1.5 KiB
Differences in unspecified behavior between w11a and KB11-C (11/70)
State of N and Z and registers after a DIV abort with V=1
The state of the N and Z condition codes is specified as unspecified for
the DIV instruction when V=1 is set after a zero divide or an overflow
condition.
See 1979 processor handbook on page 75.
After a DIV overflow, the w11 returns Z=0 and N based on the sign of the
full 32-bit result, as can be easily determined by xor'ing of the sign
bits of dividend and divisor.
This is also the most natural result, an overflow is certainly
not zero, and the sign is unambiguously determined by the inputs.
The SimH simulator also behaves like this. A real J11 and a real 11/70 can have N=0 even when dividend and divisor have opposite signs. And a real 11/70 can have Z=1. Bottom line is, that the w11 differs from the behavior of both the real 11/70 and the real J11 behavior.

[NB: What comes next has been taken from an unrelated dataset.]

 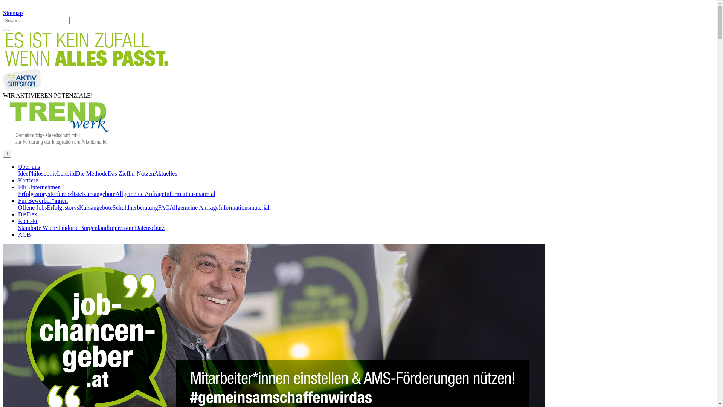 What do you see at coordinates (92, 173) in the screenshot?
I see `Die Methode` at bounding box center [92, 173].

The state of the result registers is also unspecified after a DIV with V=1. SimH and a real J11 never modify a register when V=1 is set. A real 11/70 and the w11 do, but under different conditions, and leave different values in the registers.
For gory details consult the divtst code and the log files for different systems in the data directory.
No software should depend on the unspecified behavior of the CPU, therefore this is considered as the acceptable implementation difference.